Now that we have a rudimentary foundation of what is good, one that is fairly universal, and we apply Moroni, we find that the Mormon Truth Continuum doesn’t work all that well. Joseph Smith was reprimanded by the Lord in his own revelations several times. He let vanity and anger often get the best of him. He trusted people he shouldn’t have. Then we have polygamy and secrecy, probably the largest can of worms. Yet Joseph admitted his mistakes quite often. Brigham Young, on the other hand, was cold, abrasive, and power-hungry. He didn’t need to be perfect because he was only a caretaker and shepherd, as he often stated. People at the time understood in many ways how to interpret Brigham Young's benefit to the Church. But as Church power grew, the need to set up the stakes of a continuum to show how “good” the Church was, overwhelmed the mistakes people and leaders made in the Church, in order to help in converting the mission field and baptizing every child of record. As soon as 1890, an un-erring march of goodness started to be pitched all the way from the First Vision to the latest temple foundation laid. There has been very little effort to acknowledge and repent for all the proverbial and literal dead bodies that lie in the rear-view mirror of the LDS Church.

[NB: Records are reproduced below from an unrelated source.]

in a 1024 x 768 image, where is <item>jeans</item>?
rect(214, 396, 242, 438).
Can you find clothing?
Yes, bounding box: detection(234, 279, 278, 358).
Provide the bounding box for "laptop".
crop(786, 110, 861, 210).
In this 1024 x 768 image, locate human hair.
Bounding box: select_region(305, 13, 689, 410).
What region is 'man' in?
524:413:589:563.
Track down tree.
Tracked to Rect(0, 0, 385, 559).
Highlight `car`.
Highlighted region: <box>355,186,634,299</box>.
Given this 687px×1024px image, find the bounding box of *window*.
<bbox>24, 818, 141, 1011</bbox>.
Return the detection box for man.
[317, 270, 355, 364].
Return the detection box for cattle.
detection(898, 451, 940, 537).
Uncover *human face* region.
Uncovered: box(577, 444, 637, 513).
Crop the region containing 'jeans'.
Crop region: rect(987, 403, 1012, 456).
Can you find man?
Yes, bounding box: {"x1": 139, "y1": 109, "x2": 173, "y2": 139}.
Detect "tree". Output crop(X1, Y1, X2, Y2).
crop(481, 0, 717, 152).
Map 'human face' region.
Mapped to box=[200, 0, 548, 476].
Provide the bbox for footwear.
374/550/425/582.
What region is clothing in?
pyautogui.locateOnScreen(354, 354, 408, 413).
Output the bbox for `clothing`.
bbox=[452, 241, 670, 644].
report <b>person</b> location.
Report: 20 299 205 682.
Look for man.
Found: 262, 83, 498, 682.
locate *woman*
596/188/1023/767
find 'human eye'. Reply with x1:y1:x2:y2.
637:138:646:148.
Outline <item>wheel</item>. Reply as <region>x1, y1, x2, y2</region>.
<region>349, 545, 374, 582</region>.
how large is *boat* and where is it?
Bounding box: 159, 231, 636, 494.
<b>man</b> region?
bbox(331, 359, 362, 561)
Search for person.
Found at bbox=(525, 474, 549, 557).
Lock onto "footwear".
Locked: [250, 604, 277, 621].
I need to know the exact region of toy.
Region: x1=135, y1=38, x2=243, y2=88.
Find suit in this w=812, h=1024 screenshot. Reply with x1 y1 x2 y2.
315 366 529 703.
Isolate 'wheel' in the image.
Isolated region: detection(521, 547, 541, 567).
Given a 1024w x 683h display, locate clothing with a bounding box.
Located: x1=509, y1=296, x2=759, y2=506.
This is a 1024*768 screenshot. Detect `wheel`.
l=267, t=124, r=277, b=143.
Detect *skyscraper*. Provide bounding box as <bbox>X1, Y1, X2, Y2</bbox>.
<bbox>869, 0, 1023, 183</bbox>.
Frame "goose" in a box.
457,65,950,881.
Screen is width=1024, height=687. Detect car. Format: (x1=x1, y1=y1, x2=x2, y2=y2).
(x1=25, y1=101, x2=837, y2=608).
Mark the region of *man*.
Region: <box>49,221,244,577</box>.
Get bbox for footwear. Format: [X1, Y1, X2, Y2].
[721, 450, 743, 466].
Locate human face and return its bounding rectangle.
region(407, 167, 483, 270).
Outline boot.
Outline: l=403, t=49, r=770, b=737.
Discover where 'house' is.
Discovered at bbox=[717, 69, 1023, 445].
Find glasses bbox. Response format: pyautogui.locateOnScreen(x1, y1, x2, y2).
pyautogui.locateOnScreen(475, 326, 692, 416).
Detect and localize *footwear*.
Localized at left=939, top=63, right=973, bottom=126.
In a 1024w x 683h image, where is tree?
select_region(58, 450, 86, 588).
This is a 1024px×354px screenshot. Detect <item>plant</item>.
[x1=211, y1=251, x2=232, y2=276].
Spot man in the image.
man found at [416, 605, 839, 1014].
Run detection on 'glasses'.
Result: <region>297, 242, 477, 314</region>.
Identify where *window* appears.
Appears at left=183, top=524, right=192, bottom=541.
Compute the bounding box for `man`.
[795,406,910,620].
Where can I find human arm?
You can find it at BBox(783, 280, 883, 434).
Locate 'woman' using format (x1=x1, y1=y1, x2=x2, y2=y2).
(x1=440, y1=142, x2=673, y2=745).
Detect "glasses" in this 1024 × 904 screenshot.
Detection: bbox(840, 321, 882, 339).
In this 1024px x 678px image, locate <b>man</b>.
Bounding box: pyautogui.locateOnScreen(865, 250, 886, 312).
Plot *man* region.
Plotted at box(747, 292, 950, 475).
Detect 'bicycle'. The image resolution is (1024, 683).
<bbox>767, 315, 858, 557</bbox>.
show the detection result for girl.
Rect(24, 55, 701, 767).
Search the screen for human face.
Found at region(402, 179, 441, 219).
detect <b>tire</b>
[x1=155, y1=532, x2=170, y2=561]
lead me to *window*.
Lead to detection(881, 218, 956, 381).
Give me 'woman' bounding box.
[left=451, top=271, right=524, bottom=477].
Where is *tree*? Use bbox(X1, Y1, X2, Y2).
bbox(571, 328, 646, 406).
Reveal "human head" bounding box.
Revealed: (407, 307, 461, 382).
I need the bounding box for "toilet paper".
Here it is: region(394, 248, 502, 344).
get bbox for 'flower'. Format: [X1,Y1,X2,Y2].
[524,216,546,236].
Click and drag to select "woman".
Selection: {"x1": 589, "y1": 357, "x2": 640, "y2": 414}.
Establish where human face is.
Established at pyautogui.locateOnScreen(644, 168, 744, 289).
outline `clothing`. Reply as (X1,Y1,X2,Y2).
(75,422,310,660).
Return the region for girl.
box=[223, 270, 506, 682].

And this is the number one reason why the CES Letter is so powerful. It only has to breathe gently on one or two of those dead bodies, and the entire foundation collapses.


In abandoning the Mormon Truth Continuum as our foundation for discovering religious truth, one can discover another way:


In this way everyone is in charge of understanding truth for themselves, in line with Joseph Smith’s teaching and sermon referencing [10]Ezekiel 14.


President Joseph Smith read the 14th chapter of Ezekiel–said the Lord had declared by the Prophet, that the people should each one stand for himself, and depend on no man or men in that state of corruption of the Jewish church–that righteous persons could only deliver their own souls–applied it to the present state of the Church of Jesus Christ of Latter-day Saints–said if the people departed from the Lord, they must fall–that they were depending on the Prophet, hence were darkened in their minds…

With that foundation laid, we can now carefully look at the events in Church history individually to use this rubric to line up what is good and true, and what went wrong.

[1] http://www.pbs.org/mormons/interviews/hinckley.html


[2] https://www.lds.org/scriptures/dc-testament/dc/5.10


[3] https://www.lds.org/scriptures/dc-testament/dc/1.38


[4] https://en.wikipedia.org/wiki/List_of_denominations_in_the_Latter_Day_Saint_movement


[5] https://www.deseretnews.com/article/705376710/The-need-for-apologetics-Hugh-Nibley-was-foremost.html


[6] https://www.lds.org/general-conference/2013/10/come-join-with-us?lang=eng


[7] https://www.lds.org/general-conference/2014/10/sustaining-the-prophets?lang=eng


[8] https://www.lds.org/scriptures/bofm/moro/7.48?lang=eng


[9] Note the oft-quoted “fruits of the Spirit,” the feelings of love, peace, joy, etc were not mentioned. Feelings themselves can be highly manipulated. They often are fruits of truth, but they can also be fruits for vanity, security, pride, etc. They probably shouldn't be trusted solely on their own, but are lagging indicators.